Late in Real Estate, the third installment of British writer Deborah Levy's excellent Living Autobiography, Levy discovers that an acquaintance of hers knew the late French novelist Marguerite Duras in childhood. On learning this, Levy instantly wishes that Duras would join them, "sit down and give me some tips on running my house and household."
Often while reading Real Estate, which is a playful, candid, and a supremely elegant exploration of Levy's concept of — and desire for — home, I found myself wishing that she would come sit down with me.
Levy often makes me a greedy reader, eager for much more than she offers. I mean this as very high praise. Her writing, especially in her memoirs, tends to take the form of short, lightly lyrical sections, some no more than a paragraph long. Each one holds a beautifully distilled idea, a question worth returning to, or a description so cockeyed and lovely it begs the reader to linger. In Real Estate, Levy reserves her prettiest writing — which, I should note, is never, ever flowery — for her "unreal estate": the dream house she designs and redesigns throughout the book. It has an egg-shaped fireplace, a pomegranate tree, and light green shutters. Outside, in its "unreal grounds," she keeps a rowboat tied on the banks of a river.

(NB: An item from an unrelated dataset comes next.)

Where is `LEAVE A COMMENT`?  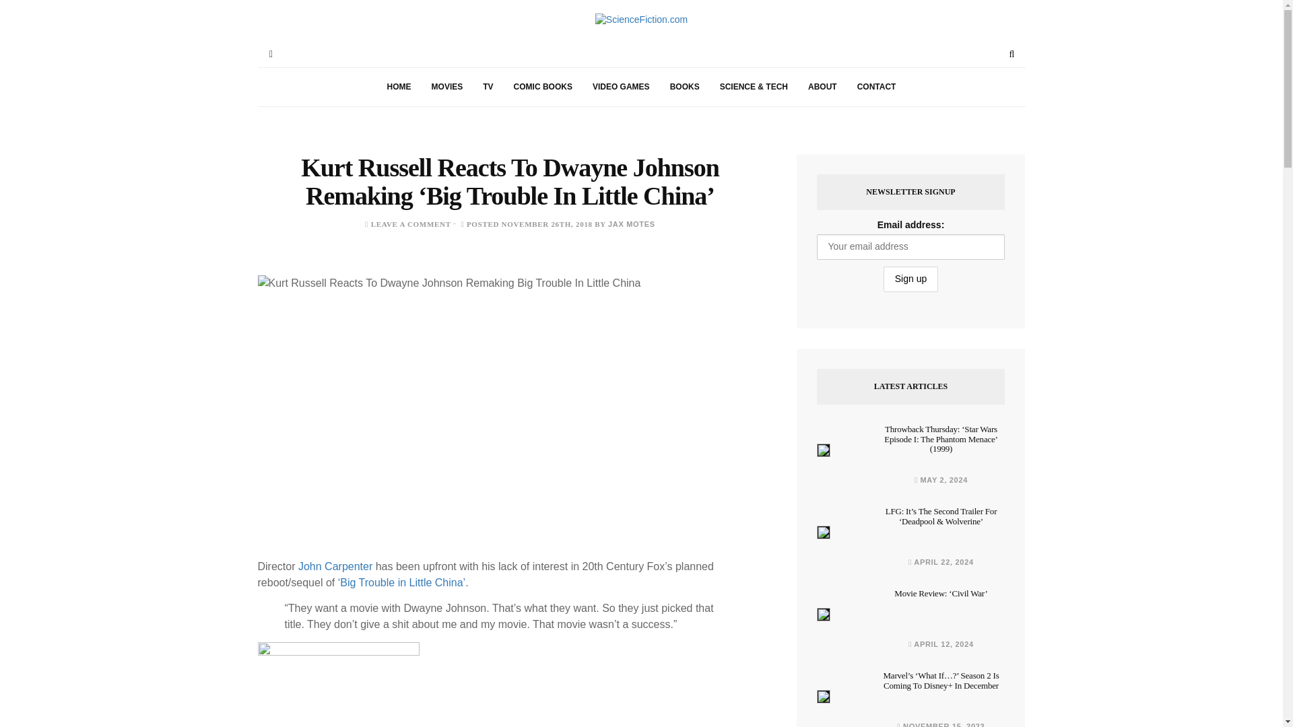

In real life, Levy spends half the memoir living in the small London flat she shares with her younger daughter — and the other half on a fellowship in Paris, in an apartment she calls her "empty nest." She knows full well that she cannot afford the "major house" of her dreams; real estate, she writes, is not only "a self-portrait and a class portrait, [but] also a body arranging its limbs to seduce." For Levy, permitting herself to be seduced is enjoyable, perhaps more so than owning the house of her dreams might be. Certainly she is unwilling to sacrifice her personal freedom or artistic integrity on the altar of homeownership: When film executives approach her, asking her to write a movie but rejecting the complex female protagonists she proposes, she never seems swayed by the lure of churning out a bad script, cashing in, and buying her fantasy house. Instead, she holds to the pleasure of wanting: "Perhaps," she thinks, "it was not [the idea of] the house but desire itself that makes me feel more alive."
Feeling alive is a major preoccupation of Levy's, as is feeling "like herself" — a challenge, she notes, for most women, who are more often encouraged to be likeable than to be like ourselves. She writes with deep love about her aging friend Celia, who rejects "patriarchy's idea of what an old woman should be like: patient, self-sacrificing, servicing everybody's needs, pretending to be cheerful." Visiting Celia before leaving for Paris propels Levy into a consideration of her own aging, which takes up much of the memoir's latter half. On the verge of her 60th birthday, having raised two children and weathered a divorce, Levy feels as if she has recently come home to herself. Still, though, she finds herself restless, eager to learn new ways of living well — hence her fantasy of getting life tips from Marguerite Duras, or the "unexpected honour [and] primal enjoyment" she feels when cooking for, and spending time with, her daughters and their friends. Some of Real Estate's liveliest scenes take place in Girls & Women, the imaginary café Levy jokes about opening; the main entrée, her daughters tell her, would be vodka & cigarettes.
Real Estate is, largely, a book about the collisions of fantasies and real life, or perhaps a synthesis of the two. This sets it apart from other recent books about homeownership, from Rachel Cusk's doomy novel Second Place to Eula Biss' self-serious memoir Having and Being Had. especially, becomes tangled in class guilt, which she investigates without addressing. Levy, in contrast, seems incapable of getting bogged down in guilt, politics, or anything else. In part, this freedom comes from her comfort with her own politics, shaped by feminism and by her South African family's dissidence against apartheid. It also comes from her style. She bounces breezily in and out of reality, relying heavily on allusive logic and odd, charming collages of ideas. In one excellent passage at the book's start, she moves from a banana tree to the tree-seller's "luscious" fake eyelashes to Georgia O'Keeffe; somehow, this progression of images delivers her to her longing for "a house in which I could live and work and make a world at my own pace."
Reading Real Estate is very much like occupying into a world that moves at Levy's pace. It is vibrant and kinetic, never predictable and yet always direct. Like all Levy's books, it is as good on the second read as the first, if not better. Few writers are able to give so much so swiftly. Levy's hospitality on the page is a delight.
Lily Meyer is a writer and translator living in Cincinnati, Ohio.